Monday, September 24, 2007

Parallel universe proof boosts time travel hopes





But the existence of parallel worlds offers a way around these troublesome paradoxes, according to David Deutsch of Oxford University, a highly respected proponent of quantum theory, the deeply mathematical, successful and baffling theory of the atomic world.

He argues that time travel shifts between different branches of reality, basing his claim on parallel universes, the so-called "many-worlds" formulation of quantum theory.

The new work bolsters his claim that quantum theory does not forbid time travel. "It does sidestep it. You go into another universe," he said yesterday, though he admits that there is still a way to go to find schemes to manipulate space and time in a way that makes time hops possible.


Suppose someone's figured it out. They're wouldn't be violating causality, so they could enjoy a surprising degree of freedom. If they're a version of homo sapiens, it wouldn't be unreasonable to expect them to be interested in us, in which case some UFO testimony begins to make sense.

As Deutsch is careful to note, quantum time travel doesn't seem to be possible anytime soon. So if popularly described "aliens" are in fact terrestrial visitors from a version of our own future, how advanced are they?

Tuesday, August 07, 2007





New Theoretical Model Eliminates Barriers to Time Travel

A Technion-Israel Institute of Technology physicist has developed a theoretical model of a time machine that could enable future generations to travel into the past. In his paper published in the July issue of Physical Review, noted time-travel theorist Professor Amos Ori provides practical solutions to a number of criteria long seen by other experts as obstacles to the realization of time travel.

(Via Unknown Country.)

Tuesday, April 10, 2007

Of Time Travel and Funding

Traveling to the planets takes big money and we've been part of the squabbing over where NASA money in particular ought to be allocated.
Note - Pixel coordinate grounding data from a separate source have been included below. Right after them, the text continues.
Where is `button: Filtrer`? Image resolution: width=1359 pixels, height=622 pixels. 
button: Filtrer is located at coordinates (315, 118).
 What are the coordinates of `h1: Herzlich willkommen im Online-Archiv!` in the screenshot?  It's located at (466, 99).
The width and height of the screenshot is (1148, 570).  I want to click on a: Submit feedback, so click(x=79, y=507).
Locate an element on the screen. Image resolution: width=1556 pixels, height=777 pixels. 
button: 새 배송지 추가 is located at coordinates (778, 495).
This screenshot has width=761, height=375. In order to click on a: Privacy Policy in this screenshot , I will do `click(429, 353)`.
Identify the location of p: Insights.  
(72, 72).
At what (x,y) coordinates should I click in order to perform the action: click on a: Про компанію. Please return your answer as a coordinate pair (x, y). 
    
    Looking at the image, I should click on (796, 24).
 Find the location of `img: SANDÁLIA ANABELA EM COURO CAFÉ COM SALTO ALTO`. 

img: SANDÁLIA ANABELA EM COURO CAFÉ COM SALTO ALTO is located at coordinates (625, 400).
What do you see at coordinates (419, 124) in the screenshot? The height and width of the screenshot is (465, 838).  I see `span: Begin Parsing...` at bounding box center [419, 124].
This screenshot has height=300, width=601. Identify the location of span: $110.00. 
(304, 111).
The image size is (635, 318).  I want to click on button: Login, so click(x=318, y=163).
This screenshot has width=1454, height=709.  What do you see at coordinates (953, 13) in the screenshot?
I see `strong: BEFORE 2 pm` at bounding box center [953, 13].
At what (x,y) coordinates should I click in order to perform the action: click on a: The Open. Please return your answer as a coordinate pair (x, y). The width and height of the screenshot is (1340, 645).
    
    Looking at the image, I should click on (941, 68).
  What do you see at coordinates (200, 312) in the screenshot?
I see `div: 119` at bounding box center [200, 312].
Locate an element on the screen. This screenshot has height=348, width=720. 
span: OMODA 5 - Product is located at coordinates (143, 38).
But what about projects that take small money? The term is relative, of course, but John Cramer (University of Washington) thinks $20,000 should suffice to run his experiment in time travel, and with NASA's Institute for Advanced Concepts now shutting down, he's having a hard time raising it.


Read on. I can't help but feel Cramer's idea -- if validated -- might have some practical benefits for the computer industry. Perhaps instead of petitioning the NASA bureaucracy he should approach the likes of Bill Gates.